The Agriculture Improvement Act of 2018 reforms the Conservation Reserve Program (CRP) to allow for an increased acreage cap of 27 million acres by FY2023 compared to the FY2019 acreage cap of 24 million acres. This 12.5% acreage increase will be implemented in conjunction with reductions in rental rates, cost-share and incentive payments to participants. General CRP enrollment will be capped at 85% and continuous CRP will be capped at 90% of the average cash rental rates in the county for soil types that are similar.

The enacted farm bill addresses agricultural conservation on several fronts. For one, it reauthorizes the two largest working lands programs—the Environmental Quality Incentives Program (EQIP) and the Conservation Stewardship Program (CSP)— while reducing the overall funding allocated for these two programs. CBO projects that the enacted bill would increase funding for conservation by $555 million in the short term (FY2019-FY2023) and reduce funding by $6 million in the long term (FY2019-FY2028).
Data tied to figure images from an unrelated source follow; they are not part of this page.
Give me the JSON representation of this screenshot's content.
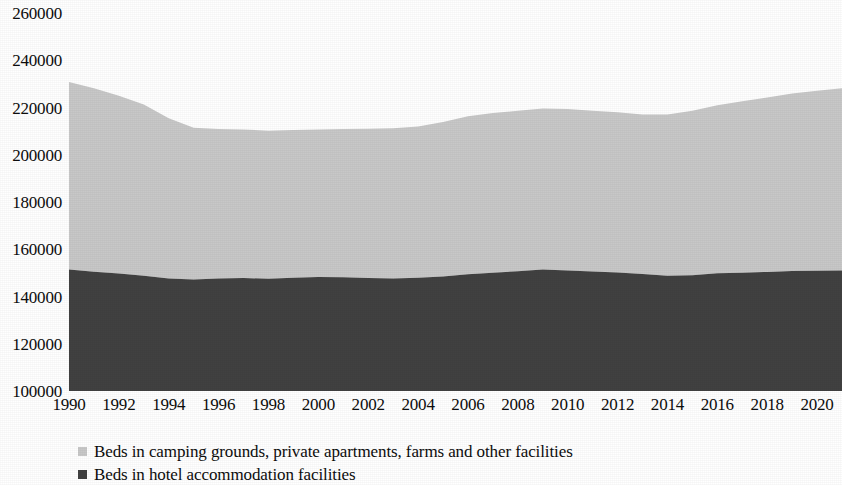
{
  "chart_data": {
    "type": "area",
    "stacked": true,
    "title": "",
    "subtitle": "",
    "xlabel": "",
    "ylabel": "",
    "grid": false,
    "legend_position": "bottom-left",
    "xlim": [
      1990,
      2021
    ],
    "ylim": [
      100000,
      260000
    ],
    "y_ticks": [
      260000,
      240000,
      220000,
      200000,
      180000,
      160000,
      140000,
      120000,
      100000
    ],
    "x_ticks": [
      1990,
      1992,
      1994,
      1996,
      1998,
      2000,
      2002,
      2004,
      2006,
      2008,
      2010,
      2012,
      2014,
      2016,
      2018,
      2020
    ],
    "x": [
      1990,
      1991,
      1992,
      1993,
      1994,
      1995,
      1996,
      1997,
      1998,
      1999,
      2000,
      2001,
      2002,
      2003,
      2004,
      2005,
      2006,
      2007,
      2008,
      2009,
      2010,
      2011,
      2012,
      2013,
      2014,
      2015,
      2016,
      2017,
      2018,
      2019,
      2020,
      2021
    ],
    "series": [
      {
        "name": "Beds in hotel accommodation facilities",
        "color": "#414141",
        "values": [
          151400,
          150500,
          149700,
          148800,
          147600,
          147200,
          147600,
          147800,
          147500,
          147900,
          148300,
          148100,
          147800,
          147600,
          147900,
          148500,
          149400,
          150100,
          150700,
          151400,
          151000,
          150600,
          150200,
          149500,
          148800,
          149000,
          149800,
          150100,
          150400,
          150800,
          150900,
          151000
        ]
      },
      {
        "name": "Beds in camping grounds, private apartments, farms and other facilities",
        "color": "#c8c8c8",
        "values": [
          79400,
          77600,
          75300,
          72500,
          67800,
          64200,
          63300,
          62900,
          62700,
          62600,
          62400,
          62800,
          63200,
          63600,
          64100,
          65400,
          66900,
          67600,
          67900,
          68200,
          68400,
          68000,
          67800,
          67500,
          68200,
          69600,
          71200,
          72500,
          73800,
          75100,
          76200,
          77100
        ]
      }
    ],
    "totals": [
      230800,
      228100,
      225000,
      221300,
      215400,
      211400,
      210900,
      210700,
      210200,
      210500,
      210700,
      210900,
      211000,
      211200,
      212000,
      213900,
      216300,
      217700,
      218600,
      219600,
      219400,
      218600,
      218000,
      217000,
      217000,
      218600,
      221000,
      222600,
      224200,
      225900,
      227100,
      228100
    ]
  },
  "legend": {
    "items": [
      {
        "label": "Beds in camping grounds, private apartments, farms and other facilities",
        "color": "#c8c8c8"
      },
      {
        "label": "Beds in hotel accommodation facilities",
        "color": "#414141"
      }
    ]
  },
  "colors": {
    "light_series": "#c8c8c8",
    "dark_series": "#414141",
    "text": "#0d0d0d",
    "background": "#ffffff"
  }
}
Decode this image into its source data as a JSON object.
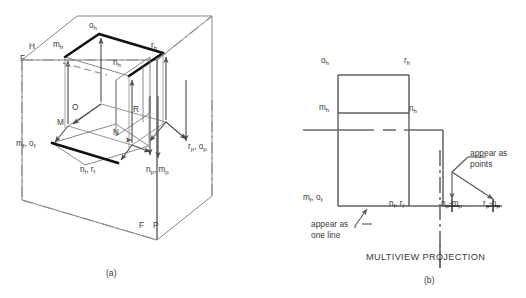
{
  "figure": {
    "title_main": "MULTIVIEW PROJECTION",
    "caption_a": "(a)",
    "caption_b": "(b)",
    "colors": {
      "thin_line": "#6b6b6b",
      "object_line": "#1a1a1a",
      "text": "#3a3a3a",
      "background": "#ffffff"
    }
  },
  "panel_a": {
    "name": "pictorial-glass-box",
    "plane_labels": [
      {
        "id": "plane-h",
        "text": "H",
        "x": 29,
        "y": 48
      },
      {
        "id": "plane-f-top",
        "text": "F",
        "x": 21,
        "y": 60
      },
      {
        "id": "plane-f-bottom",
        "text": "F",
        "x": 140,
        "y": 228
      },
      {
        "id": "plane-p-bottom",
        "text": "P",
        "x": 155,
        "y": 228
      }
    ],
    "vertex_labels": [
      {
        "id": "vertex-o",
        "text": "O",
        "x": 73,
        "y": 110
      },
      {
        "id": "vertex-m",
        "text": "M",
        "x": 58,
        "y": 125
      },
      {
        "id": "vertex-n",
        "text": "N",
        "x": 114,
        "y": 135
      },
      {
        "id": "vertex-r",
        "text": "R",
        "x": 134,
        "y": 112
      }
    ],
    "projection_labels": [
      {
        "id": "label-oh",
        "html": "o<sub>h</sub>",
        "x": 90,
        "y": 27
      },
      {
        "id": "label-mh",
        "html": "m<sub>h</sub>",
        "x": 56,
        "y": 46
      },
      {
        "id": "label-rh",
        "html": "r<sub>h</sub>",
        "x": 152,
        "y": 47
      },
      {
        "id": "label-nh",
        "html": "n<sub>h</sub>",
        "x": 114,
        "y": 64
      },
      {
        "id": "label-mf-of",
        "html": "m<sub>f</sub>, o<sub>f</sub>",
        "x": 19,
        "y": 146
      },
      {
        "id": "label-nf-rf",
        "html": "n<sub>f</sub>, r<sub>f</sub>",
        "x": 82,
        "y": 172
      },
      {
        "id": "label-np-mp",
        "html": "n<sub>p</sub>, m<sub>p</sub>",
        "x": 148,
        "y": 172
      },
      {
        "id": "label-rp-op",
        "html": "r<sub>p</sub>, o<sub>p</sub>",
        "x": 190,
        "y": 149
      }
    ]
  },
  "panel_b": {
    "name": "multiview-projection",
    "labels": [
      {
        "id": "label-oh-b",
        "html": "o<sub>h</sub>",
        "x": 322,
        "y": 62
      },
      {
        "id": "label-rh-b",
        "html": "r<sub>h</sub>",
        "x": 405,
        "y": 62
      },
      {
        "id": "label-mh-b",
        "html": "m<sub>h</sub>",
        "x": 320,
        "y": 109
      },
      {
        "id": "label-nh-b",
        "html": "n<sub>h</sub>",
        "x": 410,
        "y": 110
      },
      {
        "id": "label-mf-of-b",
        "html": "m<sub>f</sub>, o<sub>f</sub>",
        "x": 306,
        "y": 200
      },
      {
        "id": "label-nf-rf-b",
        "html": "n<sub>f</sub>, r<sub>f</sub>",
        "x": 391,
        "y": 206
      },
      {
        "id": "label-np-mp-b",
        "html": "n<sub>p</sub>-m<sub>p</sub>",
        "x": 444,
        "y": 206
      },
      {
        "id": "label-rp-op-b",
        "html": "r<sub>p</sub>-o<sub>p</sub>",
        "x": 485,
        "y": 206
      }
    ],
    "notes": [
      {
        "id": "note-appear-as-points",
        "line1": "appear as",
        "line2": "points",
        "x": 472,
        "y": 153
      },
      {
        "id": "note-appear-as-one-line",
        "line1": "appear as",
        "line2": "one line",
        "x": 312,
        "y": 224,
        "dash_suffix": true
      }
    ]
  }
}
The Agricultural Conservation Easement Program (ACEP) is reauthorized and amended in the 2018 farm bill. ACEP provides financial and technical assistance through two types of easements: (1) agricultural land easements that limit nonagricultural uses on productive farm or grasslands and (2) wetland reserve easements that protect and restore wetlands. Most of the changes to ACEP focus on the agricultural land easements in which USDA enters into partnership agreements with eligible entities to purchase agricultural land easements from willing landowners.

The law also expands grazing and commercial uses on CRP acres and provides options for new and limited resource producers for transitioning CRP land.

Crop Insurance

The federal crop insurance program offers subsidized crop insurance policies to farmers. The Federal Crop Insurance Corporation (FCIC), a government corporation within USDA, pays part of the premium (about 63% on average in crop year 2017) while policy holders—farmers and ranchers—pay the balance. No adjusted income (AGI) test is applied to the crop insurance program.

Within the 2018 farm bill's Crop Insurance title, the section with the highest projected increase in outlays ($90 million increase over FY2019-FY2028, Section 11109) expands coverage for forage and grazing by authorizing catastrophic level coverage for insurance plans covering grazing crops and grasses It also allows producers to purchase separate crop insurance policies for crops that can be both grazed and mechanically harvested on the same acres during the same growing season and to receive independent indemnities for each intended use. The section in the 2018 farm bill with the highest projected reduction in outlays ($125 million over FY2019-FY2028, Section 11110) raises the administrative fee for catastrophic level coverage from $300 to $655 per crop per county.

The 2018 Farm Bill adds hemp to the definition of eligible crops for federal crop insurance subsidies.

The 2018 Farm Bill includes improvements to the Whole Farm Revenue Protection (WFRP) policy that will provide more meaningful risk protection, especially for small and beginning farmers.